A review by holmesstorybooks
Sultana's Dream and Padmarag by Rokeya Sakhawat Hossain

4.0

Short and packs a punch.

Written by a Bengali Muslim woman, this satirical short story imagines a world where women are allowed to live to their fullest intellectual and economic potential. A sultan's wife travels to LadyLand, where the women run the world, for lack of a better term.

It was written in 1905.

This story was written, it was published, but more astonishingly, it survived. Science fiction is a testament not only to who we are, but who we can be. It allows us to shed our supposed rigid social barriers and imagine who we could be if we didn't have those constraints. Here is a woman of colour imagining a future in which other women of colour exist, contribute, are listened to, are an integral piece of society.

I... honestly really don't like when people say sexist / racist / homophobic comments or views were just 'products of their time'. Sure they were. But we had allies and we've had people who were at the forefront of all of that prejudice since the beginning and we will always have people like that.

Rokeya Sakhawat Hossain is one such example.

Imagine reading this the year it was published. Feeling validated, feeling seen, feeling as if you could've come from LadyLand, as if you were suddenly made of star stuff, infinite in all your opportunities.

This story isn't just important 'for its time', it's important because it survived.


Your assignment:
Word-for-word transcription is needed for all of the entries.

Records from a collection:
▼
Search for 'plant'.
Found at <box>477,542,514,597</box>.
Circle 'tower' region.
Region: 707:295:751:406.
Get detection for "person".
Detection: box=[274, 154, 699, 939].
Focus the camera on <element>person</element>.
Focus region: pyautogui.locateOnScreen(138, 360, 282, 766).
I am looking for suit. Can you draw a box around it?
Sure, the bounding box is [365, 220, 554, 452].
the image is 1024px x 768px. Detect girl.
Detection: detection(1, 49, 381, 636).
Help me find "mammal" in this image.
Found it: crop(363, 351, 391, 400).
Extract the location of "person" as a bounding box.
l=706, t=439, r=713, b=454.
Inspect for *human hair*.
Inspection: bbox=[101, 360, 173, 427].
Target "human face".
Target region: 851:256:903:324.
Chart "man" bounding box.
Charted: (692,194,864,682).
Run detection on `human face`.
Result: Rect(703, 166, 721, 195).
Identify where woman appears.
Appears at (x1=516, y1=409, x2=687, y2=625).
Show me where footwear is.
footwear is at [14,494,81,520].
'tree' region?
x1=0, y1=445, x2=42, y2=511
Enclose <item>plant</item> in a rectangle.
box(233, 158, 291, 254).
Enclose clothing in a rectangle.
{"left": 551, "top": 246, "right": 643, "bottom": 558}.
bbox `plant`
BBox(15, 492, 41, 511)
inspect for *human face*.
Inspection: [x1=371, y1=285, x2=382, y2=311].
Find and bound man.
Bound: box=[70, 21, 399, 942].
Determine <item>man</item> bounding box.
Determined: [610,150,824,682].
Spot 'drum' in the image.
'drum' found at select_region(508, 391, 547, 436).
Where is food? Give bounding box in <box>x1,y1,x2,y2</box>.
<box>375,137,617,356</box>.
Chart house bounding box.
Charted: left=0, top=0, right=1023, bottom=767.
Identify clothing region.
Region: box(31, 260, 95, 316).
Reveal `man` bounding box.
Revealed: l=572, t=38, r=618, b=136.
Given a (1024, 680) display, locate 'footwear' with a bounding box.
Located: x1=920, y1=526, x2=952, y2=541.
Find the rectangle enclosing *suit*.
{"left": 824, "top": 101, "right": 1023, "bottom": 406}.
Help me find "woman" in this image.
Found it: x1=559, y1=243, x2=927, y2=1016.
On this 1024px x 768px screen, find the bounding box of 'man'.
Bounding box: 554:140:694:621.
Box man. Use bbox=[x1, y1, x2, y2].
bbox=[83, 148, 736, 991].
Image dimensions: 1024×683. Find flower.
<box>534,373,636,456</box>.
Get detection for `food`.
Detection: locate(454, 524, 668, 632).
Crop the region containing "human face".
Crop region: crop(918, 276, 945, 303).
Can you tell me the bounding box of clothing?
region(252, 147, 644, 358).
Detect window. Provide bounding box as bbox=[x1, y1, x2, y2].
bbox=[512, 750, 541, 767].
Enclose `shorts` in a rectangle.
▲
Response for this exercise:
Search for 'plant'.
Found at <box>477,542,514,597</box>.
Circle 'tower' region.
Region: 707:295:751:406.
Get detection for "person".
Detection: box=[274, 154, 699, 939].
Focus the camera on <element>person</element>.
Focus region: pyautogui.locateOnScreen(138, 360, 282, 766).
I am looking for suit. Can you draw a box around it?
Sure, the bounding box is [365, 220, 554, 452].
the image is 1024px x 768px. Detect girl.
Detection: detection(1, 49, 381, 636).
Help me find "mammal" in this image.
Found it: crop(363, 351, 391, 400).
Extract the location of "person" as a bounding box.
l=706, t=439, r=713, b=454.
Inspect for *human hair*.
Inspection: bbox=[101, 360, 173, 427].
Target "human face".
Target region: 851:256:903:324.
Chart "man" bounding box.
Charted: (692,194,864,682).
Run detection on `human face`.
Result: Rect(703, 166, 721, 195).
Identify where woman appears.
Appears at (x1=516, y1=409, x2=687, y2=625).
Show me where footwear is.
footwear is at [14,494,81,520].
'tree' region?
x1=0, y1=445, x2=42, y2=511
Enclose <item>plant</item> in a rectangle.
box(233, 158, 291, 254).
Enclose clothing in a rectangle.
{"left": 551, "top": 246, "right": 643, "bottom": 558}.
bbox `plant`
BBox(15, 492, 41, 511)
inspect for *human face*.
Inspection: [x1=371, y1=285, x2=382, y2=311].
Find and bound man.
Bound: box=[70, 21, 399, 942].
Determine <item>man</item> bounding box.
Determined: [610,150,824,682].
Spot 'drum' in the image.
'drum' found at select_region(508, 391, 547, 436).
Where is food? Give bounding box in <box>x1,y1,x2,y2</box>.
<box>375,137,617,356</box>.
Chart house bounding box.
Charted: left=0, top=0, right=1023, bottom=767.
Identify clothing region.
Region: box(31, 260, 95, 316).
Reveal `man` bounding box.
Revealed: l=572, t=38, r=618, b=136.
Given a (1024, 680) display, locate 'footwear' with a bounding box.
Located: x1=920, y1=526, x2=952, y2=541.
Find the rectangle enclosing *suit*.
{"left": 824, "top": 101, "right": 1023, "bottom": 406}.
Help me find "woman" in this image.
Found it: x1=559, y1=243, x2=927, y2=1016.
On this 1024px x 768px screen, find the bounding box of 'man'.
Bounding box: 554:140:694:621.
Box man. Use bbox=[x1, y1, x2, y2].
bbox=[83, 148, 736, 991].
Image dimensions: 1024×683. Find flower.
<box>534,373,636,456</box>.
Get detection for `food`.
Detection: locate(454, 524, 668, 632).
Crop the region containing "human face".
Crop region: crop(918, 276, 945, 303).
Can you tell me the bounding box of clothing?
region(252, 147, 644, 358).
Detect window. Provide bounding box as bbox=[x1, y1, x2, y2].
bbox=[512, 750, 541, 767].
Enclose `shorts` in a rectangle.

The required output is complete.